Investors aren't completely sold on the strategy of private equity firms taking stakes in the management companies of other firms.
A Coller Capital survey released June 4 showed 64% of limited partners do not now invest in funds that take GP stakes and have no interest in doing so. That compares with 17% of respondents that invest in such funds and 19% that don't now invest but plan to do so, survey results show.
Even so, Goldman Sachs Group's Petershill Group managed to raise a $2.5 billion fund in February that was oversubscribed. Managers of these kinds of "funds-of-firms" strategies have raised a combined $27 billion, according to a Coller analysis of Preqin Ltd. data.
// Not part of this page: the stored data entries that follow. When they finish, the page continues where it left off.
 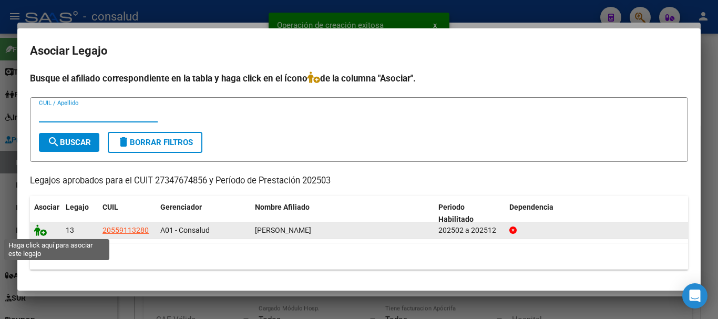 What do you see at coordinates (470, 213) in the screenshot?
I see `datatable-header-cell: Periodo Habilitado` at bounding box center [470, 213].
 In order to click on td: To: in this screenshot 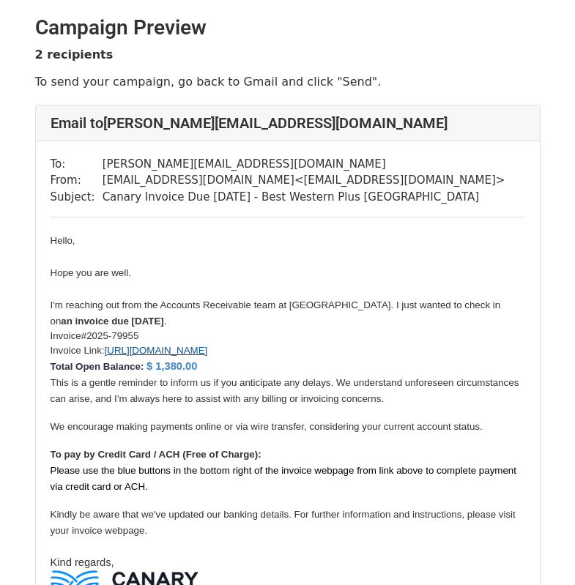, I will do `click(76, 164)`.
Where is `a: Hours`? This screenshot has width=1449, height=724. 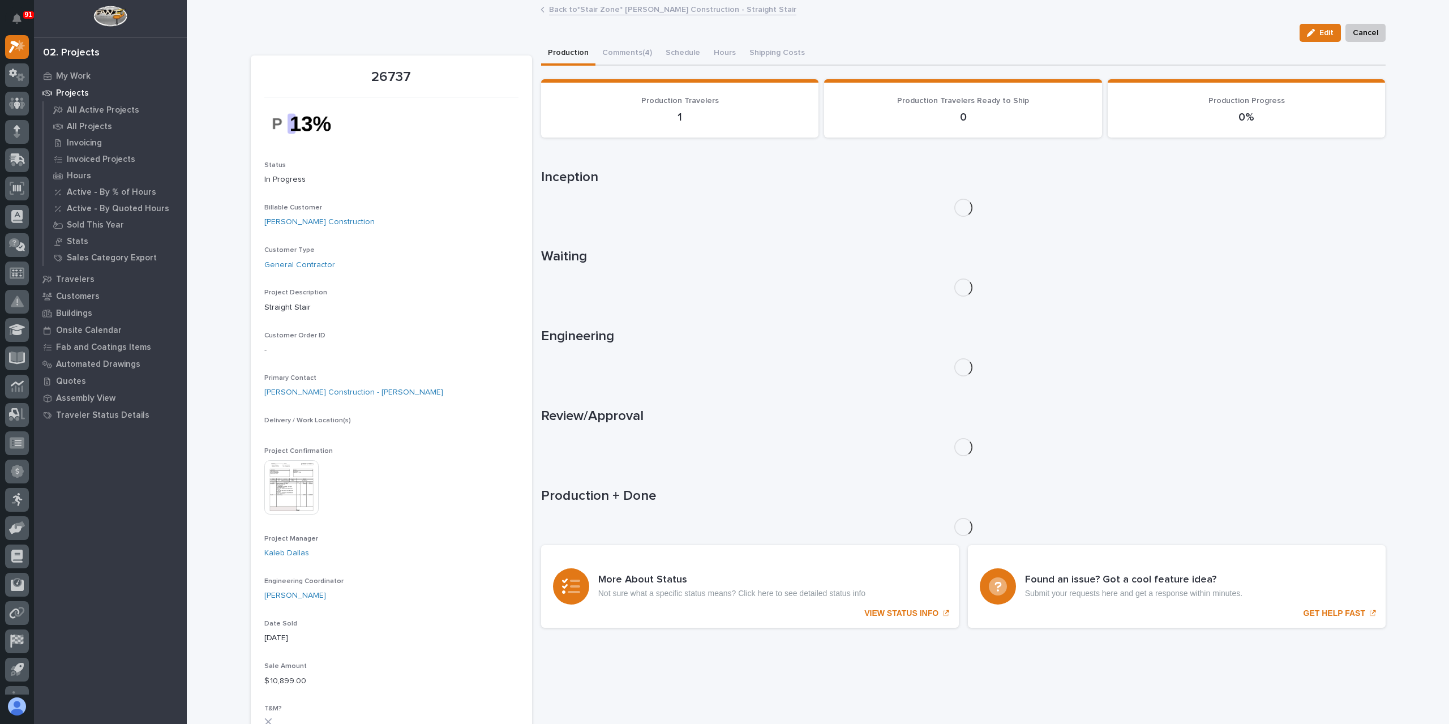
a: Hours is located at coordinates (115, 175).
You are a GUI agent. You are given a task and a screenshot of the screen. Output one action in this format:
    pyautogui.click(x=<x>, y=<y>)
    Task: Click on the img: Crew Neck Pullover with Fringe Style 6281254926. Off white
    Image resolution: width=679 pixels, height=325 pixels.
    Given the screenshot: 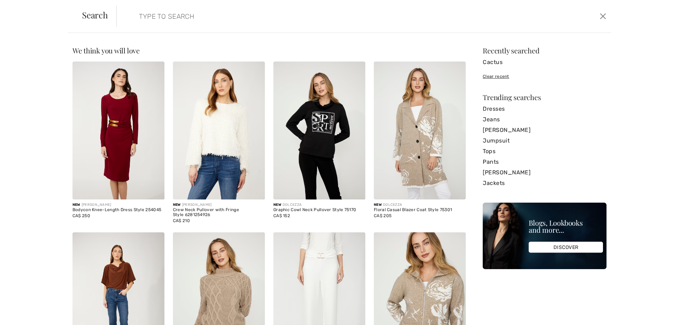 What is the action you would take?
    pyautogui.click(x=219, y=131)
    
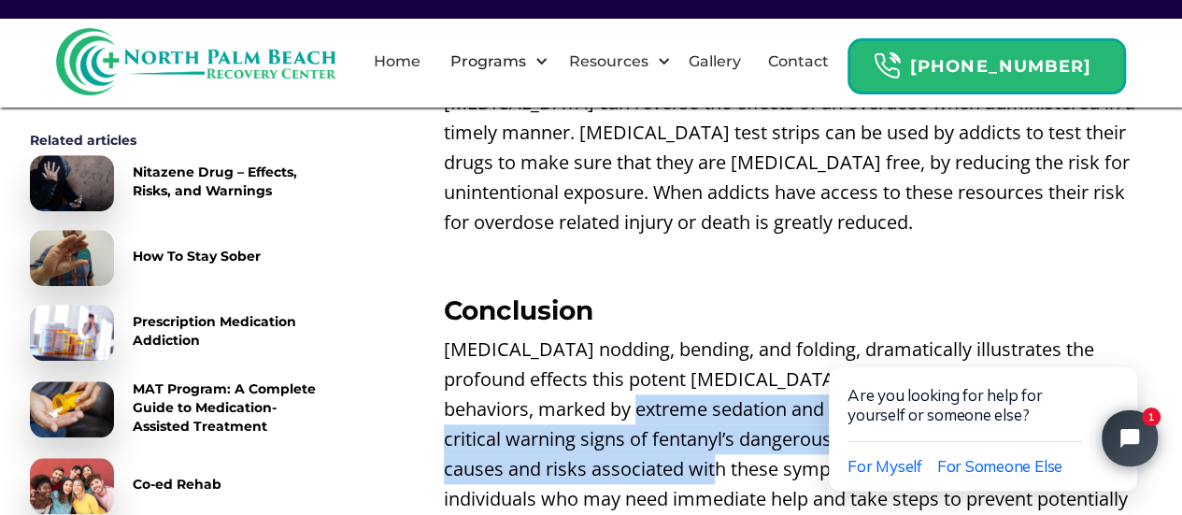 The image size is (1182, 515). What do you see at coordinates (193, 97) in the screenshot?
I see `div: Are you looking for help for yourself or someone else?` at bounding box center [193, 97].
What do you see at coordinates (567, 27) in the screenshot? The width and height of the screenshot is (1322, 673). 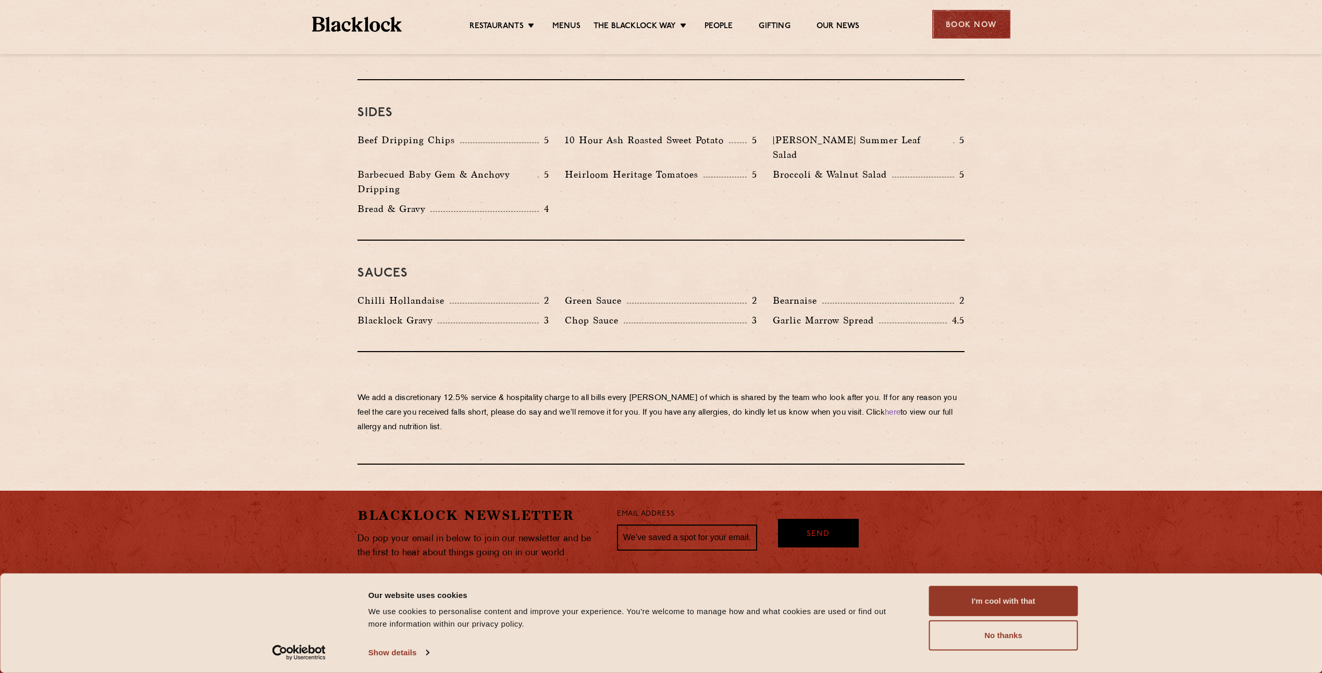 I see `a: Menus` at bounding box center [567, 27].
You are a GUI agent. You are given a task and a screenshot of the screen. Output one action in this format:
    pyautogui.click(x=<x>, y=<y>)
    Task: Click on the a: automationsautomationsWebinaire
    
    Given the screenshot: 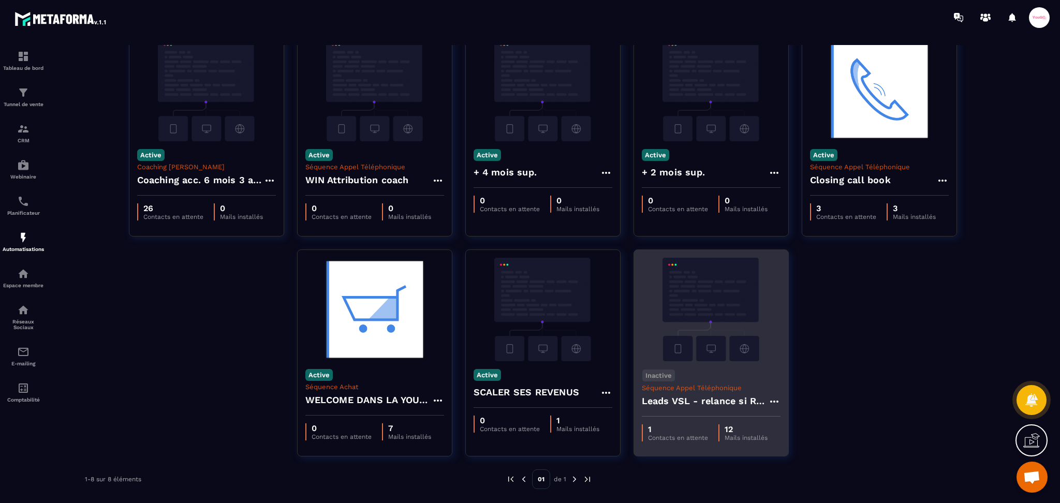 What is the action you would take?
    pyautogui.click(x=23, y=169)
"Some investors with the acquired firm worry about the breakdown in the LP/GP alignment when you introduce a third party, and they also have concerns about the future opportunity for next-generation talent," said Ian H. Charles, partner in the Dallas office of Landmark Partners.
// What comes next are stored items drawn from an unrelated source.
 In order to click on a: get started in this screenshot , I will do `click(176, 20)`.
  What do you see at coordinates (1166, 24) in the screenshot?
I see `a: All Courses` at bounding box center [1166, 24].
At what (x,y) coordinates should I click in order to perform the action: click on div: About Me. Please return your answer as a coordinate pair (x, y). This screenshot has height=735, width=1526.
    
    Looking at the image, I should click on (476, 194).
"One in six LPs have already committed to fund of firms that take minority GP stakes and up to a third of LPs will consider doing so in the future," said Eric Foran, partner in the New York office of Coller Capital.
"It will be interesting to see how LP interest in fund of firms changes over time," Mr. Foran said in an interview. "This is still a relatively new strategy. There has been a lot of capital raised for these funds relative to the fact the market didn't exist not too long ago." There is still work to be done, he said: "There is still a question mark around how fund of firms ultimately will return capital to the underlying LPs and I think that is on the minds of some LPs."
So far Coller, which had £17 billion ($22.8 billion) under management as of March 31, hasn't made GP stake investments, Mr. Foran said.